February 23, 2023

Friday, February 24, 2023 marks a year of the ongoing Russia-Ukraine war.

Russian President Vladimir Putin thought Ukraine would be easily subdued and a puppet regime would be installed in about three days. He also probably believed that Ukrainian civilians would welcome the Russian soldiers with open arms and offer little if any resistance. Even many Western military leaders and politicians thought that Ukraine would quickly fall and even suggested that that Ukraine’s president, Volodymyr Zelensky, could leave for the West at any time.

Well, surprise, surprise! Zelensky didn’t leave and the Ukrainian military only let the Russians hold on to about a fifth of the eastern and southeastern part of the country.

Zelensky now wants Russia to leave all occupied Ukrainian territories including Crimea, a very strategic location on the Black Sea which was forcefully annexed by Russia in 2014.

As of Feb. 3, the estimated number of Russian soldiers killed is about 200,000 with at least twice that many casualties if you include the wounded who can no longer fight. The Russian mobilization in September added many poorly trained recruits, some of whom were criminals from jails, sent to the front line with poor military equipment who just became cannon fodder for the Ukraine defenders.

According to Russian propaganda, about 500,000 new conscripts for military service were planned, starting on Jan. 15, for a second mobilization. So far no second mobilization has formally been announced.

As you can see, the Russian military thinks that hordes of human soldier bodies will make up for an inability to use smart offensive military strategy, hampered further by acute logistics and tactical problems.
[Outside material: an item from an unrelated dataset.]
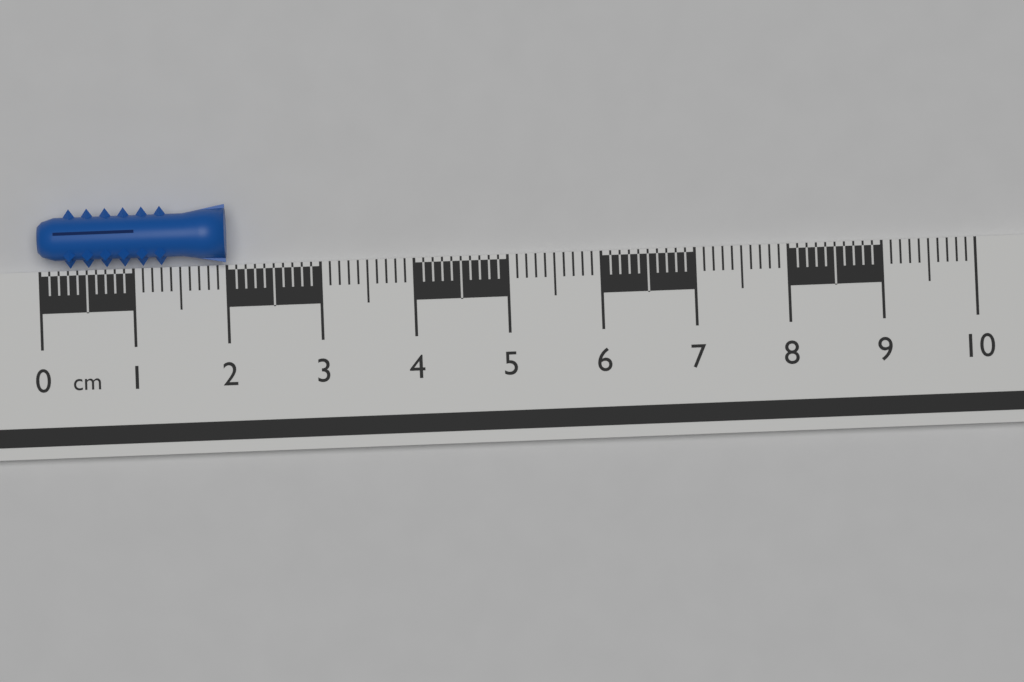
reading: 2.0 cm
The tactical approach is a little reminiscent of the Russian hordes charging German positions in the city of Stalingrad in World War II, where Russia lost about a million soldiers and finally defeated the Germans who probably ran out of ammunition.

Recently, in fierce fighting in Bakhmut, which once had a population of about 70,000 in eastern Ukraine, Russian soldiers outnumbered Ukrainian soldiers by about a factor of 10 to 1. The battle for Bakhmut has been going on for about 8 months now and it is mostly a symbolic political rather than strategic necessity for Russia and Ukraine. So far, Ukraine still holds on to Bakhmut but may eventually withdraw to avoid continuing, relatively large losses of soldiers and military equipment.

Rumors of massive Russian offenses and Ukrainian counteroffensives abound, but basically the war is largely a stalemate, a trench warfare-type scenario. Yes, Ukraine pushed back the Russians from the area around the capital Kyiv, Ukraine got back some territory in northeastern Ukraine, and Ukraine got back the city of Kherson and the surrounding area west of the Dnieper river because the Russians withdrew from the area, which was a unique tactical retreat in the war.

Russia had minor successes in the Donbas area of eastern Ukraine by reducing small villages and towns to rubble with brute force artillery shells and then occupying the area with troops who dug more frontline trenches.